According to soccer's Laws of the Game, Law 04, Section 5,
“Equipment must not have any political, religious or personal slogans, statements or images.”
In the Laws of the Game, Law 04, Section 5, the definition of political includes that “slogans, statements or images related to the following are not permitted...any organisation who aims / actions are likely to offend a notable number of people.”
Responses to use of the LGBT rainbow in soccer, for example by Christians and Muslims, show that this is indeed "likely to offend." Yet religious individuals are not the only ones likely to be offended by use of this political symbol in soccer. Also those who object to the contradiction that transgenderism would bring to soccer for girls and women are likely to take offense at the LGBT rainbow being used in soccer.
The LGBT rainbow symbol serves, among other causes, as a symbol for transgenderism. Transgenderism, however, poses an existential threat to soccer, as well as other sports, for girls and women.
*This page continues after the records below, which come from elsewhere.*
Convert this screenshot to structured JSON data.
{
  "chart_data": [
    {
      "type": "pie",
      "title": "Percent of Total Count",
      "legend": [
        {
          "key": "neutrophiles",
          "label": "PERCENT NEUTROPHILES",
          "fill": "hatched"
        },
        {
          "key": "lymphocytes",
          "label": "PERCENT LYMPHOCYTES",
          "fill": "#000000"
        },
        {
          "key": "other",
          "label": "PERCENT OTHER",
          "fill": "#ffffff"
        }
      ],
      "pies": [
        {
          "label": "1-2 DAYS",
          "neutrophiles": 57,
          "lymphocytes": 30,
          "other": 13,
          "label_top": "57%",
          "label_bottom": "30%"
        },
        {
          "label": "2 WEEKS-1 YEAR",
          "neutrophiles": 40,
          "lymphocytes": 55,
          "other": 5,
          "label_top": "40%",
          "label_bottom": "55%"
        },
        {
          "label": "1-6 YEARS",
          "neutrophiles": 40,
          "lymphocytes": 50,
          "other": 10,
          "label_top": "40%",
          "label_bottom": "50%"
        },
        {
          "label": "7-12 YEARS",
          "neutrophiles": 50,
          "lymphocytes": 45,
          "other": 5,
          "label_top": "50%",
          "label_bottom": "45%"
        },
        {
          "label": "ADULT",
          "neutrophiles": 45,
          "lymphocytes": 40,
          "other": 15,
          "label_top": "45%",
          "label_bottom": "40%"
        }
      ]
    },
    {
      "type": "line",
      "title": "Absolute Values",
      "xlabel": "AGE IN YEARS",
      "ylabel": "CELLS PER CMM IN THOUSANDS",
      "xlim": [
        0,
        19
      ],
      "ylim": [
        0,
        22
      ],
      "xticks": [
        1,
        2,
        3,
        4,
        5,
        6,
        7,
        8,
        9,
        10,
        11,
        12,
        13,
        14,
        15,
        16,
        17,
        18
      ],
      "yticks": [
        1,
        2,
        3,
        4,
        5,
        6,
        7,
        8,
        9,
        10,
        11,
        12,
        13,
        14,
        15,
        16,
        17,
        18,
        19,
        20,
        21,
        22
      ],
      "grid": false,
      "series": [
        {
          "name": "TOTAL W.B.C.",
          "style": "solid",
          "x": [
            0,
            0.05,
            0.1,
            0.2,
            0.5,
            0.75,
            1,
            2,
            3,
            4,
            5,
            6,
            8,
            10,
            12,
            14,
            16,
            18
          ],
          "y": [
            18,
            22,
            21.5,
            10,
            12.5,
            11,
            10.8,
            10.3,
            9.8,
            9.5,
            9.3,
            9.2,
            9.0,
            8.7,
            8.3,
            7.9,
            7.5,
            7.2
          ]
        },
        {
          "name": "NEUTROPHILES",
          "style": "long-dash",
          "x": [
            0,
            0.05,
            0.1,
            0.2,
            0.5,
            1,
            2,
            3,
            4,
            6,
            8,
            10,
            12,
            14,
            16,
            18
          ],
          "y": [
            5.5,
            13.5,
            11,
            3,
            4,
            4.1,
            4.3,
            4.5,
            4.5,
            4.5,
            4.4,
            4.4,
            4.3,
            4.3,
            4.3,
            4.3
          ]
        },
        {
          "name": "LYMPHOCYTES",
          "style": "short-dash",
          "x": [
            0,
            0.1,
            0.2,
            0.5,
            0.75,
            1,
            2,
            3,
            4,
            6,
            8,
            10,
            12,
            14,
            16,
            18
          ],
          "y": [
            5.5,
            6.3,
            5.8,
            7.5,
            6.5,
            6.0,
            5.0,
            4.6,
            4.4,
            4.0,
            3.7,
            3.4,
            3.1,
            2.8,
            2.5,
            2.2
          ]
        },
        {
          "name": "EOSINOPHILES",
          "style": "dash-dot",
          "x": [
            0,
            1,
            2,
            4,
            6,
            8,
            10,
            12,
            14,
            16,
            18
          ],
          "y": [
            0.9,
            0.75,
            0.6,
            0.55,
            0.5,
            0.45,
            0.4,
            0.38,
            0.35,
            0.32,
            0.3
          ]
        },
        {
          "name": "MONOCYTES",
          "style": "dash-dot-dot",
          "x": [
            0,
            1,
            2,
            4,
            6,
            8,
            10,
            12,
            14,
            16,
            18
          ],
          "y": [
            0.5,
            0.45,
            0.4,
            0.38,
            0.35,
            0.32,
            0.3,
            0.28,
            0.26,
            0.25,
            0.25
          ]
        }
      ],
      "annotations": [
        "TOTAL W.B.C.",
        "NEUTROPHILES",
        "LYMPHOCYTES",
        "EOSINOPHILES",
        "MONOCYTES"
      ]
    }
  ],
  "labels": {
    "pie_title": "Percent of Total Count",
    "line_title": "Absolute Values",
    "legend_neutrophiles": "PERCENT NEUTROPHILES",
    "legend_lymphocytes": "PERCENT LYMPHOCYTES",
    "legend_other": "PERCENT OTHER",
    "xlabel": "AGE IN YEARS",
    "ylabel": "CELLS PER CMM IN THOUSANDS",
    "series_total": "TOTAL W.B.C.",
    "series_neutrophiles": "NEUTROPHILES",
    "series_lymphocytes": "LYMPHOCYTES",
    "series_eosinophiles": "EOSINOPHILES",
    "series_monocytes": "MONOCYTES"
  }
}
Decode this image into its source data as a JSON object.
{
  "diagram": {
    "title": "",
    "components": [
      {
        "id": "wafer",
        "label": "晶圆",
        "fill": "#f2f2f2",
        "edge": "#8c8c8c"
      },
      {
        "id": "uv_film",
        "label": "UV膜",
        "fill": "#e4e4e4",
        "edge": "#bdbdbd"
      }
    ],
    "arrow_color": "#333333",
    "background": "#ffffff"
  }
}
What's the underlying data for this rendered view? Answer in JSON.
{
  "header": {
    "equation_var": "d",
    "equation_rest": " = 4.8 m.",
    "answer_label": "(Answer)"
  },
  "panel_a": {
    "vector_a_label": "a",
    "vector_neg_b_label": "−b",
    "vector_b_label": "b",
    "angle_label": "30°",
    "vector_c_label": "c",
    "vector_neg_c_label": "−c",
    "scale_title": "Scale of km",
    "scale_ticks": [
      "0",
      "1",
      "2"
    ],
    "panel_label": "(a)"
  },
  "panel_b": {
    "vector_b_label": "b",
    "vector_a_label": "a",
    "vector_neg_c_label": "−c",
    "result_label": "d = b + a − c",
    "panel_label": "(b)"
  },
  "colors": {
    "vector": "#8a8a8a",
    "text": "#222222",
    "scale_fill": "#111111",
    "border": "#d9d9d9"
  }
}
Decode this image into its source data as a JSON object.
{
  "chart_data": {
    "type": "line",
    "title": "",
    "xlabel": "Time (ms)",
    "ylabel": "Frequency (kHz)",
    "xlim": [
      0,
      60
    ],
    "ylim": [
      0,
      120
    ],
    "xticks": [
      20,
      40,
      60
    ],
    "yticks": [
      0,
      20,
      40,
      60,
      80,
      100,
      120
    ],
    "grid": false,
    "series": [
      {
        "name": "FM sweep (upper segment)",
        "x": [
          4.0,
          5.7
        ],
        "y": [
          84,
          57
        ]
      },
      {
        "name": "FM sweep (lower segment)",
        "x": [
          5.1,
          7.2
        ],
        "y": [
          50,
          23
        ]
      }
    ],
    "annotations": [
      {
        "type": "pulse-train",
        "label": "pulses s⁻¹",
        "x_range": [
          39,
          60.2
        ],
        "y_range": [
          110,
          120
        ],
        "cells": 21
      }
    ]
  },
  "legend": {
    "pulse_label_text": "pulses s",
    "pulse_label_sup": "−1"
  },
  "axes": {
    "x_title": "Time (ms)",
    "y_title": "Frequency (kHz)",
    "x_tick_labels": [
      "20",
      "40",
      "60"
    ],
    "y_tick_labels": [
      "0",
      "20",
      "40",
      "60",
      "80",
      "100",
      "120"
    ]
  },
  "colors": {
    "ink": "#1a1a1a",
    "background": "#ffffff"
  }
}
Those opposing transgenderism should not be required to wear a political symbol that represents an effort to harm fairness and safety in, or even to obliterate, sports opportunities distinctively for girls and women.
Sarah Ditum explains in The Economist, “In sports, trans inclusion means trans women (natal males, such as Laurel Hubbard, a weightlifter from New Zealand) competing against and beating female athletes, while trans men (natal females) present little threat to male competitors.”
Ditum concluded that “trans rights should not come at the cost of women’s fragile gains.”
[27]
The struggle to include girls and women in soccer has been a long, hard fight and this effort still has a long ways to go. Players should not be required to wear or play on a pitch featuring a symbol that stands for eliminating distinctive soccer opportunities for girls and women.
The U.K.-based organization Fair Play for Women explains that the threat posed by transgenderism to sports for girls and women involves both fairness and safety: “Under Self-ID [transgenderism] policies, participation of biological females will inevitably decrease due to unfairness and lack of safety when competing against people with male bodies. We see this happening already around the world in cycling, athletics, MMA [mixed-martial arts], football, etc., with women sometimes sustaining serious injuries. Take this example in the US with adolescent males winning girls’ athletic competitions.[28] The same will happen here unless we use this consultation to say NO. Amateur sports will be ruined for women, and self- ID [of transgenderism] will mean fewer fewer grassroots opportunities – over time this will reduce numbers of biological women reaching national and international levels in sport.”[29]
The Football Association of England previously argued: “The participation of transgender athletes in their acquired gender could threaten the fundamental requirement of a ‘level playing field’ in sport...mixed football is currently prohibited by the FA rules for players over the age of 10 due to the comparatively greater physical strength of male players – disparity in strength levels would in our view lead to increased risk of physical injury.”[30]
Allowing boys who “identify as” girls and men who “identify as” women to play on girls’ and women’s teams, respectively, poses a physical threat to girls and women on the field because these males have
physically stronger bodies. Male muscles and bone structure are different, even if a natal male has had chemical and external physical alterations to look like a “woman.”[31]
The threat transgenderism poses to soccer for girls and women is already a concrete reality. In 2014, a (natal) male who now “identifies as female” played in a World Cup qualifying match for American Samoa’s national team, taking a spot on the women’s team away from a Samoan (natal) woman.[32] In Iran, where the fight to allow soccer for girls and women has been long and difficult, the Football Federation Islamic Republic of Iran admitted in 2015 that eight players on their national women’s team were actually males who identify as “transgender women.”[33] These eight men took spots on the team away from eight women. In 2018, a male from Spain who now identifies as a “transgender woman” recently switched from men’s soccer to women’s soccer, taking a spot on a professional women’s soccer team away from a woman.[34] Moreover, in all these situations women on the opposing teams had to play against supposedly women’s teams that were actually fielding males.
Allowing boys and men to play in soccer for girls and women would end the distinctive, vitally necessary, and as yet widely under- supported opportunity for girls and women to play soccer as girls and women. Allowing promotion of transgenderism in soccer would allow boys and men by their sheer different physical strength to take over and thus harm or obliterate soccer for girls and women.
Those who care about girls’ and women’s soccer as soccer for girls and women should not be required to wear a symbol on the kit from a political movement trying to eradicate soccer and other sports for girls and women.
This blog post is from pages 7-8 of the 2019 report, "Let All Play: Yes to Soccer, No to Politics." The footnotes in this blog post are on pages 26-27 of the report. CLICK to view the full report.